Federal investigators released dramatic photos Thursday of an engine flying off a doomed UPS cargo plane that crashed two weeks ago in Kentucky, killing 14 people, and said there was evidence of cracks in the left wing’s engine mount.

A series of six photos showed the rear of the engine starting to detach before it flew up and over the wing as flames erupted. The next image shows the wing engulfed by fire as the burning engine flies above it. The last image shows the plane starting to get airborne.

But the MD-11 plane only got 30 feet (9.1 meters) off the ground, the National Transportation Safety Board said, citing the flight data recorder in its first formal but preliminary report about the Nov. 4 disaster in Louisville, Kentucky.

Three pilots on the plane were killed along with 11 more people on the ground near Muhammad Ali International Airport.

The NTSB said the plane was not due yet for a detailed inspection of key engine mount parts that had fractures. It still needed to complete nearly 7,000 more takeoffs and landings. It was last examined in October 2021.

Earlier this week, Bill Moore, president of UPS Airlines, an arm of UPS, said the company is working with investigators to determine the key cause of the crash.

The NTSB report said there was a similar event in Chicago in 1979 when an American Airlines DC-10 crash killed 273 people. The DC-10 was the predecessor of the MD-11.

“The left engine and pylon assembly and about 3 ft of the leading edge of the left wing separated from the airplane and fell to the runway,” the report said.

The MD-11 and the DC-10 have some of the highest accident rates of any commercial planes, according to statistics published annually by Boeing.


■ What the task requires
All of the entries below should be returned verbatim, apart from the pictures.

*** Begin section ***

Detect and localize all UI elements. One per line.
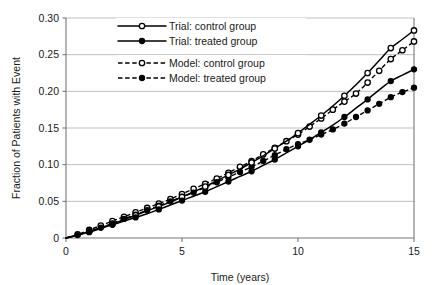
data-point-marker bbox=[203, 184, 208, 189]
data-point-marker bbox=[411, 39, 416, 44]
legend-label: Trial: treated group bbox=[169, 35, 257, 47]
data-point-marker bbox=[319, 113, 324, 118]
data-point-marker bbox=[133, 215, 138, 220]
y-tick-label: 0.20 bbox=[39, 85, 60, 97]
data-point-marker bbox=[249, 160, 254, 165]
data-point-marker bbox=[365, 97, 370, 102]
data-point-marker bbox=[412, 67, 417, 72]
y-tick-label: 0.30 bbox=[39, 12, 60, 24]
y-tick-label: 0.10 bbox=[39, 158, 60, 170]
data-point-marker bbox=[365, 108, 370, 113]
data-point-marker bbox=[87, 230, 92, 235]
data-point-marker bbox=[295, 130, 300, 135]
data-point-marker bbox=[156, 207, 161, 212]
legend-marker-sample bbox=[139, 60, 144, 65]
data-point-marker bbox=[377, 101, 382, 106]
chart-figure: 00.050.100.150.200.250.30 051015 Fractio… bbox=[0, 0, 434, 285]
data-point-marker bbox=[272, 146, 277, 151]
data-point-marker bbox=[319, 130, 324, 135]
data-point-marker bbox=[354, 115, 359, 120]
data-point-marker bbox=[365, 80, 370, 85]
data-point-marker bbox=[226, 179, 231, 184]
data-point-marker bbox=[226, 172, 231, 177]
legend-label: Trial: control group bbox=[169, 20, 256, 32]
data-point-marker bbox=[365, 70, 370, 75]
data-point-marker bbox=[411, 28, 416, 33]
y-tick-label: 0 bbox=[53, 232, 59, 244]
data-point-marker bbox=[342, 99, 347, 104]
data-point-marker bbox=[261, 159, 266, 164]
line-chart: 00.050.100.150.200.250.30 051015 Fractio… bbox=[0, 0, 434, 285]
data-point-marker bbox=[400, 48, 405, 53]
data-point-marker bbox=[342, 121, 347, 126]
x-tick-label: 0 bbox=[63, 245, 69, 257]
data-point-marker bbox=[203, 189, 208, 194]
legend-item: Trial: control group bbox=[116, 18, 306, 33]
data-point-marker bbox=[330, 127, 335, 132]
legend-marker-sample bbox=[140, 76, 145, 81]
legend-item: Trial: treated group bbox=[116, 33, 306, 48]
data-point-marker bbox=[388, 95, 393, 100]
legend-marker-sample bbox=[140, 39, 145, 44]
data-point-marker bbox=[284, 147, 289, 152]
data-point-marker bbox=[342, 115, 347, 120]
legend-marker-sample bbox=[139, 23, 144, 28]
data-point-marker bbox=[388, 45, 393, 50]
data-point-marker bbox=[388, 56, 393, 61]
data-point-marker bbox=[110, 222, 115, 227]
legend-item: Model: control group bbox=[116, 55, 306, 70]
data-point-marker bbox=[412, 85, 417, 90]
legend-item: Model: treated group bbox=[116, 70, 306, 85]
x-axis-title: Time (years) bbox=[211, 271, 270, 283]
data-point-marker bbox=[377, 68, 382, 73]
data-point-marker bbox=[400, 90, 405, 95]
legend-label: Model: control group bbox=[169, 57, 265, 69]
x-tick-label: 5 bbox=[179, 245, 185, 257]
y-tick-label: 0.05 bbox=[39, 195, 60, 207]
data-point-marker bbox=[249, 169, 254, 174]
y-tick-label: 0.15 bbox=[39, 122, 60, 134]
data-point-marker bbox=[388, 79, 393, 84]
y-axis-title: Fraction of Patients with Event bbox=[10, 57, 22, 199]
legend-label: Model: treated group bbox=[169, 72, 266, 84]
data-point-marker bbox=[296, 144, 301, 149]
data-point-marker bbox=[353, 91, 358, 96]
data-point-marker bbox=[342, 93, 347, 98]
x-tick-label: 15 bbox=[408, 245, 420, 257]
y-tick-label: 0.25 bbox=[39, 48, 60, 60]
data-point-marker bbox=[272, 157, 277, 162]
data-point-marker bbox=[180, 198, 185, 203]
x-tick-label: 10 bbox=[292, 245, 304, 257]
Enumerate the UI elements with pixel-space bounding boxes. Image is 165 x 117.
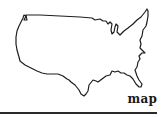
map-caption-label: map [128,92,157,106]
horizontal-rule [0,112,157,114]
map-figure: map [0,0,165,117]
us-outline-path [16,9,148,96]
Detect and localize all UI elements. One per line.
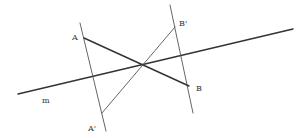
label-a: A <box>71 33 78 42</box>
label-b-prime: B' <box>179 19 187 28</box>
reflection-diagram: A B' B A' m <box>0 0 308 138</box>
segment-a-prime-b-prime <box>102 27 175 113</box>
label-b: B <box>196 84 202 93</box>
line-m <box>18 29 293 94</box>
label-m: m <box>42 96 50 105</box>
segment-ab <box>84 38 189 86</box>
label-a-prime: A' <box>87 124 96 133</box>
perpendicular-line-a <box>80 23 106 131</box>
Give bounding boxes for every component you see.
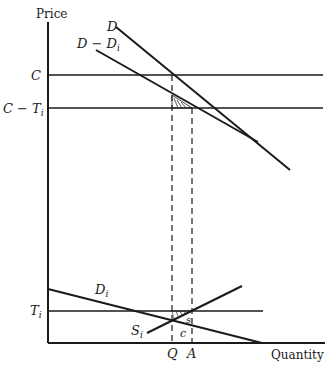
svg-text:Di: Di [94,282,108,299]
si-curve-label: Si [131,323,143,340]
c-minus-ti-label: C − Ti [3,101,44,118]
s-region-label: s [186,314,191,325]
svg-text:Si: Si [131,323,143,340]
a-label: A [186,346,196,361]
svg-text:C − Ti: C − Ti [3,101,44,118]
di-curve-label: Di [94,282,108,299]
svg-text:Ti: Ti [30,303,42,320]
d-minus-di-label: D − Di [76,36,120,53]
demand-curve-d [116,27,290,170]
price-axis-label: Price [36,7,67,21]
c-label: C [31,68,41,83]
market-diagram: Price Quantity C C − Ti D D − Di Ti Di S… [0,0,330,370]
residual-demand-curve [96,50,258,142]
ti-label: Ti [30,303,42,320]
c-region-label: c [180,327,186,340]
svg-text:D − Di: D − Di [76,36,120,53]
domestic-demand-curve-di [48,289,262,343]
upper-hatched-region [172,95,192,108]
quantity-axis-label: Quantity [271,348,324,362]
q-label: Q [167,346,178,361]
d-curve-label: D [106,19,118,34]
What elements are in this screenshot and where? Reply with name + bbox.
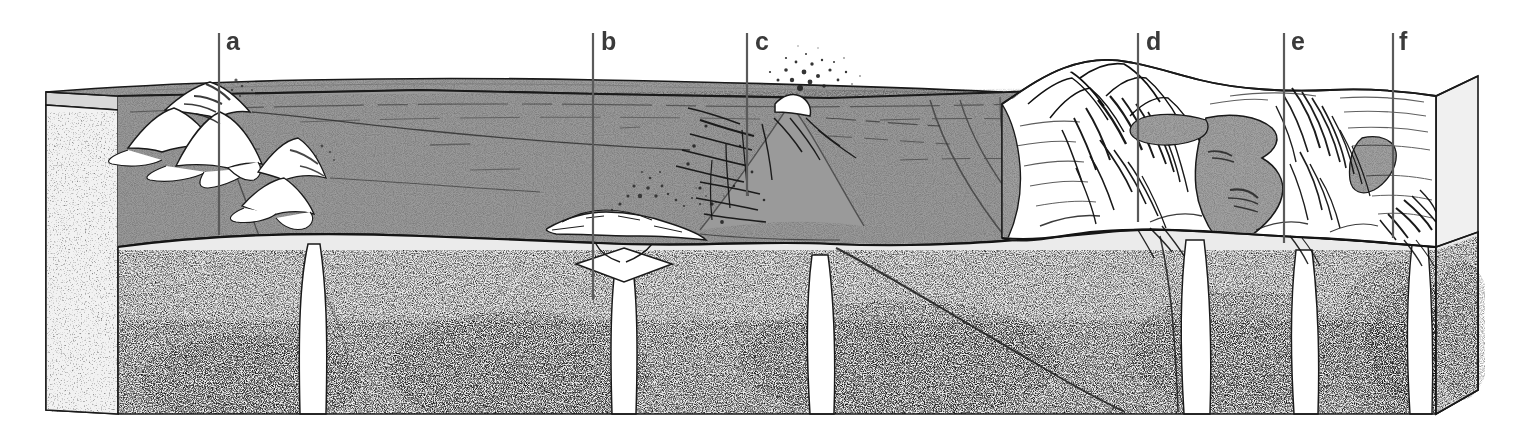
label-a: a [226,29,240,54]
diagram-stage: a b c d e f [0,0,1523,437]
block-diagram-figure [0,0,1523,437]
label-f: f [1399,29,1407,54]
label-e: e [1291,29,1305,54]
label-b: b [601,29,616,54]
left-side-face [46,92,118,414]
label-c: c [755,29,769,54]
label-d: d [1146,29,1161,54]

*** End section ***

■ Result
Detect and localize all UI elements. One per line.
data-point-marker bbox=[203, 184, 208, 189]
data-point-marker bbox=[411, 39, 416, 44]
legend-label: Trial: treated group bbox=[169, 35, 257, 47]
data-point-marker bbox=[319, 113, 324, 118]
data-point-marker bbox=[133, 215, 138, 220]
y-tick-label: 0.20 bbox=[39, 85, 60, 97]
data-point-marker bbox=[249, 160, 254, 165]
data-point-marker bbox=[365, 97, 370, 102]
data-point-marker bbox=[412, 67, 417, 72]
y-tick-label: 0.30 bbox=[39, 12, 60, 24]
y-tick-label: 0.10 bbox=[39, 158, 60, 170]
data-point-marker bbox=[365, 108, 370, 113]
data-point-marker bbox=[87, 230, 92, 235]
data-point-marker bbox=[295, 130, 300, 135]
data-point-marker bbox=[156, 207, 161, 212]
legend-marker-sample bbox=[139, 60, 144, 65]
data-point-marker bbox=[377, 101, 382, 106]
chart-figure: 00.050.100.150.200.250.30 051015 Fractio… bbox=[0, 0, 434, 285]
data-point-marker bbox=[272, 146, 277, 151]
data-point-marker bbox=[319, 130, 324, 135]
data-point-marker bbox=[354, 115, 359, 120]
data-point-marker bbox=[365, 80, 370, 85]
data-point-marker bbox=[226, 179, 231, 184]
data-point-marker bbox=[226, 172, 231, 177]
legend-label: Trial: control group bbox=[169, 20, 256, 32]
data-point-marker bbox=[365, 70, 370, 75]
data-point-marker bbox=[411, 28, 416, 33]
y-tick-label: 0 bbox=[53, 232, 59, 244]
data-point-marker bbox=[342, 99, 347, 104]
data-point-marker bbox=[261, 159, 266, 164]
line-chart: 00.050.100.150.200.250.30 051015 Fractio… bbox=[0, 0, 434, 285]
data-point-marker bbox=[400, 48, 405, 53]
data-point-marker bbox=[342, 121, 347, 126]
x-tick-label: 0 bbox=[63, 245, 69, 257]
data-point-marker bbox=[203, 189, 208, 194]
legend-item: Trial: control group bbox=[116, 18, 306, 33]
data-point-marker bbox=[330, 127, 335, 132]
legend-marker-sample bbox=[140, 76, 145, 81]
legend-item: Trial: treated group bbox=[116, 33, 306, 48]
data-point-marker bbox=[388, 95, 393, 100]
legend-marker-sample bbox=[140, 39, 145, 44]
data-point-marker bbox=[284, 147, 289, 152]
data-point-marker bbox=[342, 115, 347, 120]
legend-marker-sample bbox=[139, 23, 144, 28]
data-point-marker bbox=[388, 45, 393, 50]
data-point-marker bbox=[388, 56, 393, 61]
data-point-marker bbox=[110, 222, 115, 227]
legend-item: Model: control group bbox=[116, 55, 306, 70]
data-point-marker bbox=[412, 85, 417, 90]
legend-item: Model: treated group bbox=[116, 70, 306, 85]
x-axis-title: Time (years) bbox=[211, 271, 270, 283]
data-point-marker bbox=[377, 68, 382, 73]
data-point-marker bbox=[400, 90, 405, 95]
legend-label: Model: control group bbox=[169, 57, 265, 69]
x-tick-label: 5 bbox=[179, 245, 185, 257]
y-tick-label: 0.05 bbox=[39, 195, 60, 207]
data-point-marker bbox=[249, 169, 254, 174]
y-tick-label: 0.15 bbox=[39, 122, 60, 134]
data-point-marker bbox=[388, 79, 393, 84]
y-axis-title: Fraction of Patients with Event bbox=[10, 57, 22, 199]
legend-label: Model: treated group bbox=[169, 72, 266, 84]
data-point-marker bbox=[296, 144, 301, 149]
data-point-marker bbox=[353, 91, 358, 96]
data-point-marker bbox=[342, 93, 347, 98]
x-tick-label: 15 bbox=[408, 245, 420, 257]
y-tick-label: 0.25 bbox=[39, 48, 60, 60]
data-point-marker bbox=[272, 157, 277, 162]
data-point-marker bbox=[180, 198, 185, 203]
x-tick-label: 10 bbox=[292, 245, 304, 257]
Enumerate the UI elements with pixel-space bounding boxes. Image is 165 x 117.
map-caption-label: map [128,92,157,106]
horizontal-rule [0,112,157,114]
map-figure: map [0,0,165,117]
us-outline-path [16,9,148,96]
Detect and localize all UI elements. One per line.
label-a: A <box>71 33 78 42</box>
label-b-prime: B' <box>179 19 187 28</box>
reflection-diagram: A B' B A' m <box>0 0 308 138</box>
segment-a-prime-b-prime <box>102 27 175 113</box>
label-b: B <box>196 84 202 93</box>
line-m <box>18 29 293 94</box>
label-m: m <box>42 96 50 105</box>
segment-ab <box>84 38 189 86</box>
label-a-prime: A' <box>87 124 96 133</box>
perpendicular-line-a <box>80 23 106 131</box>
Give bounding boxes for every component you see.
svg-text:Di: Di [94,282,108,299]
si-curve-label: Si [131,323,143,340]
c-minus-ti-label: C − Ti [3,101,44,118]
s-region-label: s [186,314,191,325]
svg-text:Si: Si [131,323,143,340]
a-label: A [186,346,196,361]
svg-text:C − Ti: C − Ti [3,101,44,118]
di-curve-label: Di [94,282,108,299]
svg-text:Ti: Ti [30,303,42,320]
d-minus-di-label: D − Di [76,36,120,53]
demand-curve-d [116,27,290,170]
price-axis-label: Price [36,7,67,21]
c-label: C [31,68,41,83]
market-diagram: Price Quantity C C − Ti D D − Di Ti Di S… [0,0,330,370]
residual-demand-curve [96,50,258,142]
ti-label: Ti [30,303,42,320]
c-region-label: c [180,327,186,340]
svg-text:D − Di: D − Di [76,36,120,53]
domestic-demand-curve-di [48,289,262,343]
upper-hatched-region [172,95,192,108]
quantity-axis-label: Quantity [271,348,324,362]
q-label: Q [167,346,178,361]
d-curve-label: D [106,19,118,34]
What elements are in this screenshot and where? Reply with name + bbox.
label-a: a [226,29,240,54]
diagram-stage: a b c d e f [0,0,1523,437]
block-diagram-figure [0,0,1523,437]
label-f: f [1399,29,1407,54]
label-e: e [1291,29,1305,54]
label-b: b [601,29,616,54]
left-side-face [46,92,118,414]
label-c: c [755,29,769,54]
label-d: d [1146,29,1161,54]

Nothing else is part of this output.